You'd be surprised to discover that a movie as commercial as The Long Hot Summer (1958) came from a few stories by William Faulkner, culled from his three-part novel The Hamlet and another short story called "Barn Burning." It may contain the seeds of Faulkner, but it's been filtered through the MGM mill and turned into a glossy-looking soap opera about a Mississippi patriarch named Will Varner (Orson Welles) who wants to marry off his 23-year-old daughter Clara (Joanne Woodward) to a slick stranger named Ben Quick (Paul Newman), whose reputation as a barn burner precedes him. Will sees in Ben Quick a youthful version of himself: someone bold and sly and opportunistic, and with enough charm and charisma to con anybody.
The screenplay by Irving Ravetch and Harriet Frank, Jr., is full of movie lines that could never be mistaken for realistic dialogue. That's part of the fun, because the actors are so skilled and so much fun to watch as they turn the bad poetic lines into intentional self-parody. You always feel that the cast is winking at you, that they aren't taking The Long Hot Summer too seriously, and neither should you. But the movie has a certain pull to it, too. Director Martin Ritt knows how to keep a movie from going dull. His chief appeal is the cast, which is full of fresh-faced young actors, most of them trained at the Actors' Studio (a fact which is said to have caused a certain degree of conflict with Orson Welles, who didn't have a background in the Method, and who may have looked down on it as an inferior acting technique.) Ritt keeps the cameras on the faces of his mostly attractive cast. Welles has been made-up to look older, and his weight, which had accumulated in the last few years, has turned him into something unintentionally comical. He looks the part, a bloated Southern tycoon who refuses to be contradicted by anyone. Welles turns his dialogue into food: he's gobbling the lines so ferociously that it's difficult to understand what he's saying half the time. (Many of his lines had to be re-recorded later because they weren't intelligible).

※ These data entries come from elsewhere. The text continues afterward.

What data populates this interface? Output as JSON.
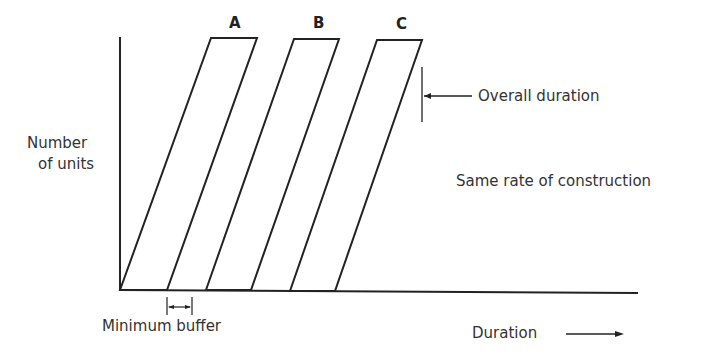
{
  "diagram": {
    "y_axis_label_line1": "Number",
    "y_axis_label_line2": "of units",
    "x_axis_label": "Duration",
    "bars": [
      {
        "label": "A"
      },
      {
        "label": "B"
      },
      {
        "label": "C"
      }
    ],
    "annotations": {
      "overall_duration": "Overall duration",
      "same_rate": "Same rate of construction",
      "minimum_buffer": "Minimum buffer"
    },
    "line_color": "#222222"
  }
}
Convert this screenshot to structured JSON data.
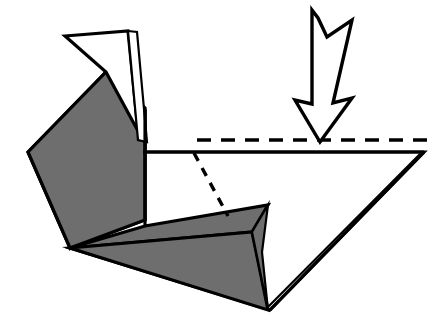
{
  "figure": {
    "kind": "origami-fold-diagram",
    "width": 440,
    "height": 335,
    "background_color": "#ffffff"
  },
  "palette": {
    "paper_shaded": "#6e6e6e",
    "paper_white": "#ffffff",
    "outline": "#000000",
    "arrow_fill": "#ffffff",
    "arrow_stroke": "#000000",
    "crease_dashed": "#000000"
  },
  "strokes": {
    "outline_width": 3.2,
    "thin_width": 2.2,
    "dash_pattern_horizontal": "14 10",
    "dash_pattern_diagonal": "9 8",
    "dash_width": 3.4
  },
  "shapes": {
    "shaded_body": {
      "name": "shaded-main-body",
      "fill": "#6e6e6e",
      "points": "28,152 106,72 145,108 145,220 70,248"
    },
    "shaded_body_upper_wedge": {
      "name": "shaded-upper-wedge",
      "fill": "#6e6e6e",
      "points": "70,248 28,152 106,72 145,110 145,152"
    },
    "white_flap_outer": {
      "name": "white-top-flap",
      "fill": "#ffffff",
      "points": "65,36 128,31 138,131 106,72"
    },
    "white_flap_sliver": {
      "name": "white-flap-sliver",
      "fill": "#ffffff",
      "points": "128,31 137,32 147,142 138,140"
    },
    "white_lower_body": {
      "name": "white-lower-body",
      "fill": "#ffffff",
      "points": "145,152 424,152 270,310 70,248 145,220"
    },
    "shaded_lower_fin_upper": {
      "name": "shaded-lower-fin-upper",
      "fill": "#6e6e6e",
      "points": "70,248 145,226 268,205 252,232"
    },
    "shaded_lower_fin_lower": {
      "name": "shaded-lower-fin-lower",
      "fill": "#6e6e6e",
      "points": "70,248 252,232 268,310"
    },
    "shaded_fin_tip": {
      "name": "shaded-fin-tip",
      "fill": "#6e6e6e",
      "points": "268,205 252,232 268,310 262,252"
    }
  },
  "lines": {
    "horizontal_crease_dashed": {
      "name": "horizontal-crease-line",
      "x1": 197,
      "y1": 140,
      "x2": 430,
      "y2": 140
    },
    "diagonal_crease_dashed": {
      "name": "diagonal-crease-line",
      "x1": 194,
      "y1": 153,
      "x2": 228,
      "y2": 216
    },
    "top_edge": {
      "name": "top-horizontal-edge",
      "x1": 143,
      "y1": 152,
      "x2": 424,
      "y2": 152
    },
    "right_slope_edge": {
      "name": "right-slope-edge",
      "x1": 424,
      "y1": 152,
      "x2": 270,
      "y2": 310
    },
    "inner_right_slope_edge": {
      "name": "inner-right-slope-edge",
      "x1": 421,
      "y1": 153,
      "x2": 266,
      "y2": 309
    },
    "flap_vertical_edge": {
      "name": "flap-vertical-edge",
      "x1": 145,
      "y1": 110,
      "x2": 145,
      "y2": 226
    }
  },
  "arrow": {
    "name": "push-fold-arrow",
    "direction": "down",
    "style": "hollow-outline-pleat-arrow",
    "fill": "#ffffff",
    "stroke": "#000000",
    "stroke_width": 3.4,
    "points": "312,10 312,104 295,100 320,142 352,98 333,103 352,20 327,37 318,18"
  },
  "labels": {
    "alt_text": "A folded paper model shown from the side: a grey shaded body on the left with a white triangular flap on top, a horizontal dashed crease line across the upper right, a dashed diagonal crease inside the white lower region, grey fin shapes at the bottom, and a large hollow downward arrow indicating a push fold."
  }
}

Everyone in this movie is in heat. (This is, first and foremost, a movie about sex: who's getting it and who isn't getting it and who's contented with it and who isn't.) Joanne Woodward's character, for one, isn't getting it, and moreover she's feeling pulled in too many directions: her domineering father wants grandsons to carry on his family name (a concern for which he exhibits a certain dogged obsession). Her longtime gentleman caller, Allan (Richard Anderson), is content to maintain the status quo. Allan treats her like a respectable eternal virgin, and she responds to this with a certain degree of graciousness because it seems like the right way to be treated. Ben Quick riles her, because he treats her like a woman with full of passions. It's the fact that he can sense her desires without her acknowledging them that steams her, and attracts her, to him. But she can't let herself like him too easily, because that's what her father wants. It's all delightfully uncomplicated complication, and only the ending, where too many dramatic points are wrapped up too easily, feels clumsy. The rest of the movie is breezy and energetic.
With Anthony Franciosa as Will Varner's simpering son Jody, who can't compete with the new rival, Ben, for his daddy's respect; and Lee Remick as Jody's trophy wife, a giddy young thing who spends most of the picture being chased around playfully by her amorous husband. Also with Angela Lansbury, as Will's longtime companion, a no-nonsense innkeeper named Minnie Littlejohn.